I do not recall anything else at all from that Christmas morning except the building anticipation that I could not wait for all the present opening to complete, so we could get to those computer boxes and see if the day could be salvaged.

The exact moment the last piece of wrapping paper was thrown into the green trash bag, and my dad fired-up the Pioneer receiver to put on Christmas music, my brother and I whisked that Atari 800 back to our room to check it out.

 We approached the computer with a trepidation.  The boxes were dusty and showed the wear of being in storage for a while. They were a far cry from the brand new Shiny Atari XL boxes we saw at Fedco the day before.  When we took out the equipment and cables, instead of the fresh smell of new plastic, they had the distinct, sweet odor of old leather and cigar smoke. The machines were mostly clean though, and Mr. Elwood had upgraded the memory to 48K, and the CTIA chip to a GTIA chip, so that was good.  We placed the computer on our make-shift computer desk, hooked it up to our make-shift TV and, never, ever looked back. 

It turned out, rather unexpectedly, that buying Elwood’s 2nd hand Atari was a brilliant idea.  In the extra cardboard box came the spoils of Mr. Elwood’s own foray into home computing that was now passed onto us. It contained  disks and cartridges and joysticks and books and manuals and catalogs. There was so much stuff, it was overwhelming. It would take us weeks, or even months to discover it all.   

Over the first couple hours of testing the machine,  our excitement built rapidly. In fact, there was something very special about the Atari computer system my dad got for us.  Far from being the poor substitution for a shiny new machine like we feared, it was, quite possibly, the greatest idea my dad ever had. The second-hand Atari 800 was like an instant starter set into the world of home computing.    

It was honestly,  the best gift a couple 13 year Atari obsessed computer twins in 1983 could ever hope for.   If we had received a new Atari 800XL, I’m not sure it would have had the same ultimate, effect  on us. Instead of starting new, with just a few programs games for our computer, we quite literally dove into the middle, with so much available to explore it felt like an actual gold mine.     Like all the listings and descriptions in that HW computers catalog, the one we read over and over until it fell apart, those had become real, materizing right before our eyes on Christmas morning. 

My dad had come through.  

He had finally came through.

His bargain hunting and frugal nature, in this case, turned out to be the lynch pin.  It was the very thing that made the Atari computer he gave us on Christmas 1983 so damned wonderful.

We  dove into that computer and all the riches it held and did not come-up for air until two weeks later when we had to go back to school.    We fired up DOS, read through the book Your Atari Computer, and typed in many BASIC programs. Mr.
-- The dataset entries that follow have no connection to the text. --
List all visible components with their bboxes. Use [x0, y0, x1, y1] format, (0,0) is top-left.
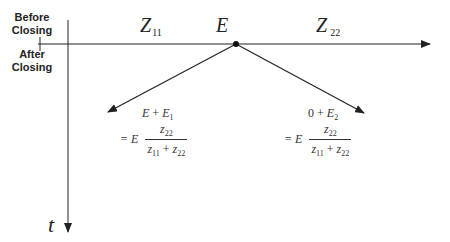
denominator: z11 + z22: [309, 139, 351, 158]
term-b-subscript: 1: [169, 113, 173, 122]
junction-symbol: E: [216, 14, 228, 36]
term-b-subscript: 2: [334, 113, 338, 122]
fraction: z22 z11 + z22: [309, 122, 351, 158]
numerator: z22: [145, 122, 187, 139]
term-a: 0: [308, 106, 314, 120]
impedance-z11-label: Z11: [140, 14, 162, 38]
den-operator: +: [327, 142, 334, 156]
impedance-symbol: Z: [140, 14, 151, 36]
impedance-subscript: 22: [330, 27, 340, 38]
left-wave-fraction: = E z22 z11 + z22: [120, 122, 187, 158]
junction-e-label: E: [216, 14, 228, 37]
den-b-subscript: 22: [177, 149, 185, 158]
impedance-subscript: 11: [152, 27, 162, 38]
num-subscript: 22: [329, 129, 337, 138]
den-b-subscript: 22: [341, 149, 349, 158]
closing-word: Closing: [4, 61, 60, 74]
junction-dot: [233, 41, 239, 47]
fraction: z22 z11 + z22: [145, 122, 187, 158]
impedance-symbol: Z: [316, 14, 327, 36]
num-subscript: 22: [165, 129, 173, 138]
before-closing-label: Before Closing: [4, 11, 60, 37]
numerator: z22: [309, 122, 351, 139]
left-wave-arrow: [108, 44, 236, 112]
operator: +: [152, 106, 159, 120]
right-wave-fraction: = E z22 z11 + z22: [284, 122, 351, 158]
time-axis-label: t: [48, 212, 54, 238]
left-wave-sum: E + E1: [142, 106, 173, 122]
term-a: E: [142, 106, 149, 120]
denominator: z11 + z22: [145, 139, 187, 158]
equals-e: = E: [120, 132, 138, 146]
den-a-subscript: 11: [152, 149, 160, 158]
operator: +: [317, 106, 324, 120]
equals-e: = E: [284, 132, 302, 146]
right-wave-arrow: [236, 44, 364, 113]
after-closing-label: After Closing: [4, 48, 60, 74]
den-operator: +: [163, 142, 170, 156]
time-symbol: t: [48, 212, 54, 237]
right-wave-sum: 0 + E2: [308, 106, 338, 122]
den-a-subscript: 11: [316, 149, 324, 158]
after-word: After: [4, 48, 60, 61]
closing-word: Closing: [4, 24, 60, 37]
impedance-z22-label: Z22: [316, 14, 340, 38]
before-word: Before: [4, 11, 60, 24]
Elwood collected dozens of games, and we tried them all.   Every Zork adventure, every Scott Adams Adventure, all the Atari created arcade translations, Star Raiders, and tons of others.  We even explored financial programs, graphics demos, the realms of the public domain, and everything in-between.  

Days passed quickly into nights and nights into days.  Meals were skipped or forgotten. Bathing was left to the vain  Anything that would take us away from that Atari computer for more than a short time was pushed off as long as humanly possible.  The two weeks of vacation felt like a single, long, amazing day.  

We discovered everything we ever wanted to know about owning our own computer because we now had one.  In our own room. It was unthinkable. It was unfathomable. Yet there we were. Our hopes had been fulfilled.    It was the last pure moment I ever knew as a child: the joy of complete intellectual and sensory discovery.  The computer held the promise as a device that would entertain us as much as we could control it. We  could mold it into whatever we needed and wanted. It was a seemingly an unlimited tool for playing, learning and creating.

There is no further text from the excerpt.